Doctors at the U.S. Department of Veterans Affairs medical center in Tomah, Wisconsin, engaged in unsafe clinical practices while the hospital leadership created a culture of fear that compromised care and harmed the staff, according to a preliminary report released today.

The report, written by the VA’s interim undersecretary for health, Carolyn Clancy, is based on an internal probe the agency announced in January after The Center for Investigative Reporting revealed that runaway opiate prescriptions had caused some veterans to call the hospital “Candy Land.”

Last August, a 35-year-old Marine Corps veteran died of an overdose while in the hospital’s psychiatric ward.

The VA’s internal investigation confirmed many of CIR’s findings. It found that Tomah VA patients were 2.5 times more likely than the national average to be prescribed heavy doses of opiates, and that narcotic painkillers frequently were issued in combination with tranquilizers – a combination that can cause a person to stop breathing.

The preliminary report describes multiple instances of “patient harm at least partially attributable to prescribing practices” at the hospital and says that veterans’ medications were not changed even “in the face of aberrant behavior.”

Clancy said the investigation would continue. Tomah VA chief of staff David Houlihan, whom veterans nicknamed the “Candy Man,” has been placed on administrative leave while the VA’s internal investigation continues, as has Deborah Frasher, a nurse practitioner who worked closely with Houlihan.

In addition to the agency’s internal review, the Tomah hospital also is being investigated by the VA’s inspector general, two congressional committees and the Drug Enforcement Administration, while the Wisconsin Department of Safety and Professional Services has opened an inquiry into Houlihan, Frasher and pharmacist Margaret Hyde at the Tomah VA, which could cause them to lose their medical licenses.

This story was edited by Amy Pyle and copy edited by Sheela Kamath. 

Aaron Glantz can be reached at aglantz@revealnews.org. Follow him on Twitter: @Aaron_Glantz.

Aaron Glantz was a senior reporter at Reveal. He is the author of "Homewreckers: How a Gang of Wall Street Kingpins, Hedge Fund Magnates, Crooked Banks, and Vulture Capitalists Suckered Millions Out of Their Homes and Demolished the American Dream." Glantz produces journalism with impact. His work has sparked more than a dozen congressional hearings, numerous laws and criminal probes by the Drug Enforcement Administration, FBI, Pentagon and Federal Trade Commission. A two-time Peabody Award winner, finalist for the Pulitzer Prize, multiple Emmy Award nominee and former John S. Knight journalism fellow at Stanford University, Glantz has had his work has appear in The New York Times, Chicago Tribune, NBC Nightly News, Good Morning America and PBS NewsHour. His previous books include "The War Comes Home" and "How America Lost Iraq."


TASK TO CARRY OUT: Comb through the entries for "plot" and pull out each line that holds it.

Dataset entries on figures:

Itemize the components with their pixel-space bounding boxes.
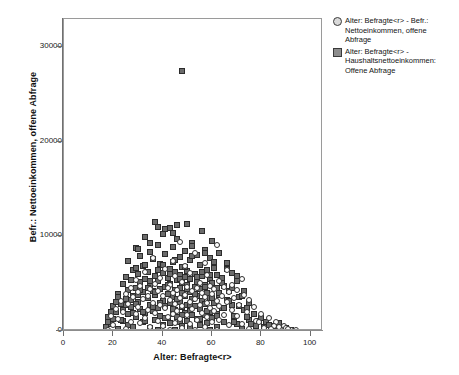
data-point-circle [214, 242, 220, 248]
x-tick-label: 100 [293, 338, 327, 347]
data-point-circle [130, 294, 136, 300]
data-point-circle [221, 312, 227, 318]
data-point-circle [192, 250, 198, 256]
y-tick: 10000 [0, 235, 62, 236]
data-point-circle [155, 288, 161, 294]
y-tick: 20000 [0, 141, 62, 142]
data-point-square [216, 250, 222, 256]
data-point-circle [192, 327, 198, 330]
legend-circle-icon [333, 17, 342, 26]
x-tick-mark [112, 331, 113, 336]
y-tick-label: 30000 [14, 41, 62, 50]
data-point-circle [179, 325, 185, 330]
x-tick-label: 20 [95, 338, 129, 347]
data-point-circle [187, 299, 193, 305]
legend-square-icon [333, 48, 342, 57]
data-point-square [221, 305, 227, 311]
data-point-circle [128, 319, 134, 325]
data-point-circle [229, 282, 235, 288]
data-point-square [162, 251, 168, 257]
data-point-square [115, 326, 121, 330]
data-point-circle [170, 290, 176, 296]
data-point-circle [167, 327, 173, 330]
data-point-circle [209, 319, 215, 325]
y-tick-mark [56, 235, 62, 236]
y-tick-mark [56, 330, 62, 331]
data-point-square [189, 243, 195, 249]
data-point-square [170, 230, 176, 236]
data-point-circle [239, 321, 245, 327]
data-point-square [211, 259, 217, 265]
data-point-circle [165, 285, 171, 291]
data-point-circle [231, 295, 237, 301]
data-point-circle [177, 239, 183, 245]
data-point-square [155, 242, 161, 248]
data-point-circle [293, 327, 299, 330]
x-tick-label: 0 [46, 338, 80, 347]
y-tick-mark [56, 141, 62, 142]
data-point-circle [276, 324, 282, 330]
y-tick: 30000 [0, 46, 62, 47]
data-point-square [135, 246, 141, 252]
x-axis-line [62, 330, 323, 331]
x-tick-mark [162, 331, 163, 336]
legend-entry: Alter: Befragte<r> - Befr.: Nettoeinkomm… [333, 16, 457, 45]
data-point-circle [108, 313, 114, 319]
data-point-circle [120, 309, 126, 315]
data-point-circle [236, 302, 242, 308]
data-point-circle [123, 291, 129, 297]
data-point-circle [234, 313, 240, 319]
data-point-square [184, 221, 190, 227]
data-point-circle [268, 326, 274, 330]
data-point-circle [152, 310, 158, 316]
data-point-circle [251, 304, 257, 310]
data-point-circle [224, 299, 230, 305]
data-point-circle [246, 297, 252, 303]
data-point-square [182, 248, 188, 254]
data-point-circle [123, 326, 129, 330]
y-axis-title: Befr.: Nettoeinkommen, offene Abfrage [28, 7, 42, 307]
data-point-square [137, 253, 143, 259]
chart-legend: Alter: Befragte<r> - Befr.: Nettoeinkomm… [333, 16, 457, 77]
data-point-circle [150, 255, 156, 261]
data-point-circle [137, 320, 143, 326]
data-point-circle [133, 277, 139, 283]
legend-label: Alter: Befragte<r> - Haushaltsnettoeinko… [345, 47, 453, 76]
data-point-circle [177, 316, 183, 322]
data-point-circle [128, 285, 134, 291]
data-point-circle [140, 296, 146, 302]
data-point-square [251, 311, 257, 317]
data-point-circle [266, 315, 272, 321]
data-point-circle [165, 314, 171, 320]
y-tick: 0 [0, 330, 62, 331]
x-tick-mark [310, 331, 311, 336]
data-point-circle [219, 293, 225, 299]
x-tick-label: 80 [243, 338, 277, 347]
y-tick-label: 0 [14, 325, 62, 334]
y-tick-label: 10000 [14, 230, 62, 239]
plot-area [63, 18, 322, 330]
data-point-circle [261, 325, 267, 330]
data-point-circle [162, 305, 168, 311]
data-point-circle [113, 306, 119, 312]
data-point-circle [246, 326, 252, 330]
data-point-circle [239, 276, 245, 282]
data-point-square [199, 228, 205, 234]
data-point-circle [170, 258, 176, 264]
data-points-layer [64, 19, 321, 329]
data-point-square [147, 249, 153, 255]
data-point-square [147, 240, 153, 246]
data-point-circle [150, 300, 156, 306]
data-point-circle [214, 327, 220, 330]
data-point-square [133, 265, 139, 271]
data-point-circle [105, 327, 111, 330]
data-point-circle [152, 281, 158, 287]
data-point-circle [244, 309, 250, 315]
data-point-circle [147, 324, 153, 330]
x-axis-title: Alter: Befragte<r> [63, 352, 322, 362]
x-tick-mark [260, 331, 261, 336]
data-point-circle [258, 311, 264, 317]
data-point-circle [209, 291, 215, 297]
x-tick-label: 40 [145, 338, 179, 347]
scatter-plot-figure: Befr.: Nettoeinkommen, offene Abfrage 01… [0, 0, 459, 375]
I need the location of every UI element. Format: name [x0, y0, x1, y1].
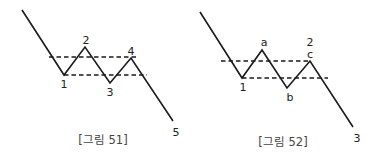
- label-2: 2: [83, 34, 90, 47]
- wave-diagrams: 1 2 3 4 5 [그림 51] 1 a b 2 c 3 [그림 52]: [0, 0, 378, 158]
- label-1: 1: [240, 81, 247, 94]
- label-5: 5: [173, 126, 180, 139]
- label-3: 3: [354, 132, 361, 145]
- label-a: a: [261, 36, 268, 49]
- label-1: 1: [61, 78, 68, 91]
- wave-line: [22, 10, 173, 121]
- label-b: b: [287, 91, 294, 104]
- label-c: c: [307, 48, 313, 61]
- caption-figure-52: [그림 52]: [258, 135, 307, 149]
- wave-line: [200, 12, 353, 127]
- label-4: 4: [128, 45, 135, 58]
- figure-51: 1 2 3 4 5 [그림 51]: [22, 10, 180, 147]
- caption-figure-51: [그림 51]: [78, 133, 127, 147]
- label-3: 3: [107, 86, 114, 99]
- figure-52: 1 a b 2 c 3 [그림 52]: [200, 12, 361, 149]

RESULT FOR THIS EXERCISE:
plot-area [63, 18, 322, 330]
scatter-plot-figure: Befr.: Nettoeinkommen, offene Abfrage 01… [0, 0, 459, 375]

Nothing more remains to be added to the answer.